Do you think health insurance was common throughout history?
No. I'm quite aware of employers offering their employees health insurance post-WWII in lieu of salary increases.
I'm also aware that the original insurers were nonprofit, and that costs didn't begin to skyrocket until the for-profit insurers entered the market.
No, we muddled along just fine without it through most of human existence. And beleive it or not, there were car accidents way back then.
Amazing how we could handle the expense prior to the establishment of health insurance and the SKYROCKETING COSTS IT CREATED.
For-profit insurers. That modifier is pivotal.
And if you think a government mandate to abolish insurance will by some Randian "free market" magic drive costs down, you'll have to show how.
Never mind that many of your elected officials are on the boards of these
for-profit insurers and are hardly about to bite the hand that feeds them their honoraria every year, or the fact that the insurers have some very powerful lobbyists...but how would you dismantle the health insurance industry and, even if you could, how would that magically make prices go down?
While you're pondering that (and avoiding the consequences of the hypothetical motor vehicle accident), let's return to the scene of the accident and see what happens next:
You’ve lost enough blood to merit a unit of plasma in the ambulance. Cost: $150-190.
Cost of EMTs’ services: $500-1,000.
Both paid upfront, of course or, in your no-insurance scenario, the EMTs would legally be allowed to dump you out of the ambulance to die on the roadside.
But you pay, and you’re brought to the ER.
Cost of x-rays: $425+ each for the ankle and the ribs.
Cost of an MRI to rule out a ruptured spleen from the rib fracture: $525-900.
Blood draws: $44-107 each.
Again, keep that checkbook handy, because the ER staff is now legally allowed to refuse you services for which you cannot or will not pay.

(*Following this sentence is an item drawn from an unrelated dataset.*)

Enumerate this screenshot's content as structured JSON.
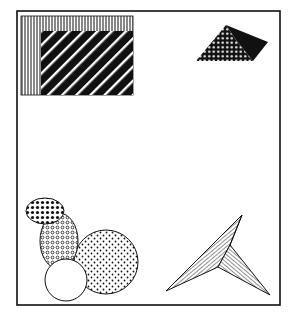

But, hey, you’re in luck! Your spleen is only mildly bruised, not ruptured, so you won’t need a splenectomy, which would have run you $1,664-2,064.
However, setting the ribs, aside from being excruciating, will cost up to $12,000.
And the x-ray shows that your ankle is broken. Surgery will cost you $9,719-17,634.
You’ll also need to stay in the hospital overnight, to the tune of $1,200-2,000.
Before you can leave the hospital, you’ll be billed for every medication, surgical dressing, the crutches you’ll need until the ankle heals. One Vicodin can set you back $22…maybe Rush can hook you up.
So, tell us again how you’d be able to pay for all that out of pocket.